Alternatively, English is often lauded for its specificity. Henry James advised novelists to find the figure in the carpet, implying that details and accuracy were tantamount to literary expression. Is it possible that Japanese and English are two languages so far apart that translators can only reinvent their voices by creating entirely new works? Last week, Shibata, Goossen, and a lineup of Japanese and American writers were in New York to host a series of events to introduce the third and latest English version of Monkey Business, as part of the PEN World Voices Festival. At their Asia Society dialogue, Goossen quoted Charles Simic’s take on the magical absurdity of translating poetry: “It’s that pigheaded effort to convey in words of another language not only the literal meaning of a poem but an alien way of seeing things … To translate is not only to experience what makes each language distinct, but to draw close to the mystery of the relationship between word and thing, letter and spirit, self and world.”

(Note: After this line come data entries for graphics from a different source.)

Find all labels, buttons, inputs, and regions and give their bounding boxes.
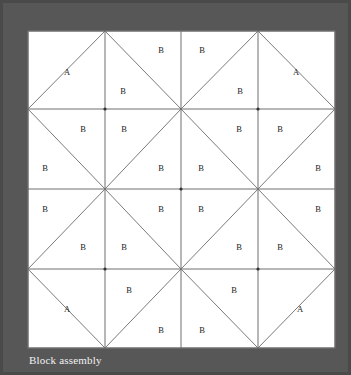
patch-label-b-23: B [126,285,132,295]
patch-label-b-15: B [158,204,164,214]
patch-label-b-12: B [198,163,204,173]
patch-label-b-16: B [198,204,204,214]
patch-label-b-5: B [237,86,243,96]
patch-label-b-26: B [158,325,164,335]
patch-label-a-22: A [64,304,71,314]
seam-node-4 [256,267,259,270]
patch-label-b-13: B [315,163,321,173]
patch-label-b-17: B [315,204,321,214]
patch-label-b-18: B [80,242,86,252]
seam-node-1 [256,107,259,110]
patch-label-b-7: B [121,124,127,134]
patch-label-b-1: B [158,45,164,55]
patch-label-b-24: B [231,285,237,295]
patch-label-b-11: B [158,163,164,173]
figure-caption: Block assembly [29,354,102,366]
patch-label-b-4: B [120,86,126,96]
patch-label-b-8: B [236,124,242,134]
block-assembly-svg: ABBABBBBBBBBBBBBBBBBBBABBABB [3,3,351,375]
patch-label-a-3: A [293,67,300,77]
patch-label-b-27: B [199,325,205,335]
patch-label-b-14: B [42,204,48,214]
quilt-block-diagram: ABBABBBBBBBBBBBBBBBBBBABBABB [3,3,351,375]
seam-node-0 [103,107,106,110]
patch-label-b-19: B [121,242,127,252]
patch-label-a-0: A [64,67,71,77]
patch-label-b-2: B [199,45,205,55]
patch-label-b-9: B [277,124,283,134]
patch-label-b-6: B [80,124,86,134]
patch-label-a-25: A [297,304,304,314]
patch-label-b-20: B [236,242,242,252]
figure-frame: ABBABBBBBBBBBBBBBBBBBBABBABB Block assem… [0,0,351,375]
seam-node-2 [179,187,182,190]
patch-label-b-21: B [277,242,283,252]
seam-node-3 [103,267,106,270]
patch-label-b-10: B [42,163,48,173]
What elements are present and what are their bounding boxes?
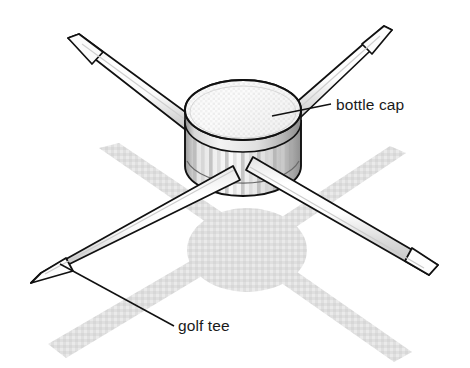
- shadow-cap-disc: [187, 208, 307, 292]
- label-bottle-cap: bottle cap: [336, 96, 404, 113]
- label-golf-tee: golf tee: [178, 317, 230, 334]
- illustration-svg: bottle cap golf tee: [0, 0, 470, 368]
- illustration-canvas: bottle cap golf tee: [0, 0, 470, 368]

Murakami would likely agree. In a recently published essay on his decision to render “The Great Gatsby” in Japanese, the sixty-four-year-old author reveals that it became something of a lifelong mission. He told others about his ambition in his thirties, and believed then that he’d be ready to undertake the challenge when he reached sixty. But he couldn’t wait. Like an overeager child unwrapping his presents, he translated “Gatsby” three years ahead of schedule. Translation, he writes, is similar to language and our relationship with our world. It, too, needs to be refreshed:

"Translation is a matter of linguistic technique… which naturally ages as the particulars of a language change. While there are undying works, on principle there can be no undying translations. It is therefore imperative that new versions appear periodically in the same way that computer programs are updated. At the very least this provides a broader spectrum of choices, which can only benefit readers."

Roland Kelts is the author of “Japanamerica: How Japanese Pop Culture Has Invaded the United States.” He divides his time between New York and Tokyo.